Friday's pre-dawn strike occurred despite McChrystal's new orders restricting use of airpower if civilian lives are at risk. High civilian casualties in military operations have enraged Afghans and undercut support for the war against the Taliban.

Before traveling to the site of the bombing, McCrystal met with local Afghan leaders in the provincial capital. He expressed sympathy for any civilian losses and said the fight against the Taliban should not come at the expense of civilian lives.

"I am here today to ensure that we are operating in a way that is truly protecting the Afghan people from all threats," he told the officials.

At least one local official supported the allied bombing, saying it would help drive the insurgents from the area.

"If we did three more operations like we did yesterday morning, the Kunduz situation would be peaceful and stable," said Ahmadullah Wardak, a provincial council chief.

An aide to McChrystal, who briefed reporters, said the general was taking reports of civilian deaths "very seriously."

McChrystal discussed the incident with Afghan President Hamid Karzai and later told senior commanders that "we need to know what we are hitting," the aide said, speaking on condition of anonymity under command policy.

McChrystal told reporters Saturday in Kabul that he wanted to find out what happened in Kunduz "so that we first can prevent it from happening again - or minimize the chances that it happens again - and correct anything that we might be able to correct about it like helping the injured."

A 10-member NATO investigative team flew over the site on the Kunduz River where the U.S. jet, called in by the German military, bombed the tankers, which reportedly had become stuck trying to cross a river. German officials have said the Taliban may have been planning a suicide attack on the military's nearby Kunduz base using the tankers, which were hijacked carrying NATO fuel supplies from neighboring Tajikistan.

The investigative team led by U.S. Rear Admiral Gregory J. Smith, NATO's director of communications in Kabul, also spoke to two wounded villagers in the Kunduz hospital, including a boy and a farmer with shrapnel wounds.

Smith said it was unclear yet how many civilians were at the site of the blast. "Unfortunately, we can't get to every village."

Mohammad Shafi, 10, who was injured in the blast and shifted to Kabul for treatment, said that his father had told him not to go near the stolen tankers, but he went anyway. "While I was going to get the fuel, on the way I heard a big bang, and after that I don't know what happened," he said from his hospital bed, with bandages on his arm and leg.

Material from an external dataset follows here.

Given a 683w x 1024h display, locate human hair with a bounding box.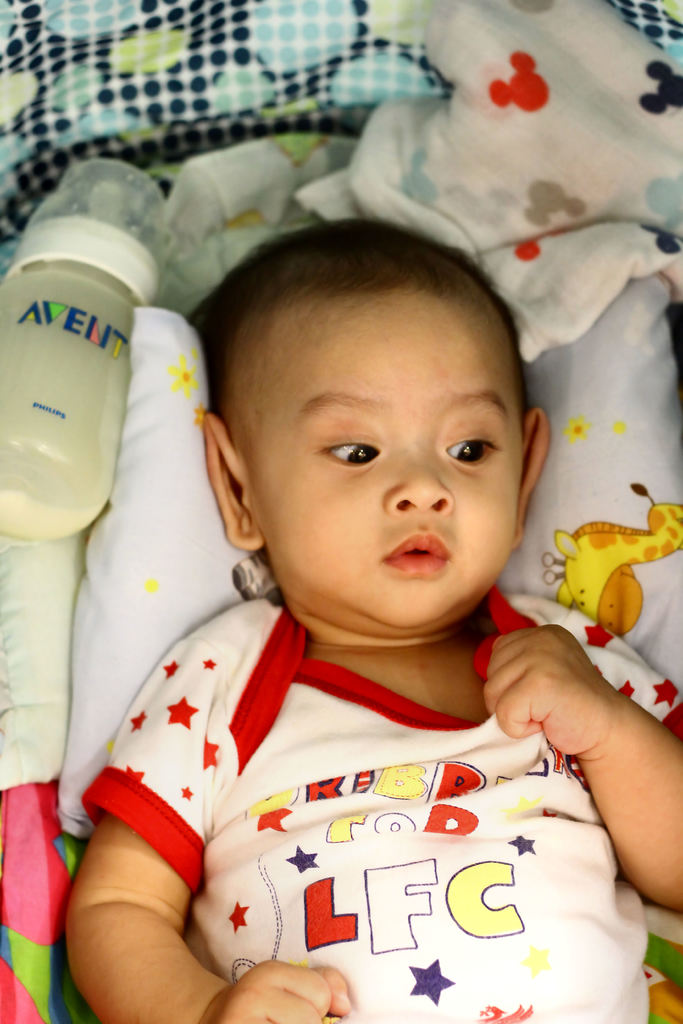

A bomb blast, meanwhile, hit a German military convoy Saturday, damaging at least one vehicle and wounding four troops, none seriously. Kunduz provincial police chief, Abdullah Razaq Yaqoobi, said a suicide car bomb caused the blast, though German military officials said it was a roadside bomb.

An AP reporter at a nearby German base said the blast created a shock wave that could be felt inside the base. The thousands of German troops in Kunduz have come under increasing militant attack in a region that had largely escaped the scale of violence seen in the east and south of Afghanistan.

Germany said 57 fighters were killed in Friday's airstrike and no civilians were believed in the area at the time, based on surveillance of the tankers by a drone aircraft. NATO secretary general Anders Fogh Rasmussen, however, acknowledged some civilians may have died, and the U.S.-led coalition and the Afghan government announced a joint investigation.

Local government spokesman Mohammad Yawar estimated that more than 70 people were killed, at least 45 of them militants. Investigators were trying to account for the others, he said.

The local governor, Mohammad Omar, said 72 were killed and 15 wounded. He said about 30 of the dead were identified as insurgents, including four Chechens and a local Taliban commander. The rest were probably fighters or their relatives, he said.

Many of the bodies were burned beyond recognition, and villagers buried some in a mass grave.

The deputy U.N. representative to Afghanistan, Peter Galbraith, said Saturday he was "very concerned" about the reports of civilian deaths.

"Steps must also be taken to examine what happened and why an airstrike was employed in circumstances where it was hard to determine with certainty that civilians were not present," Galbraith said.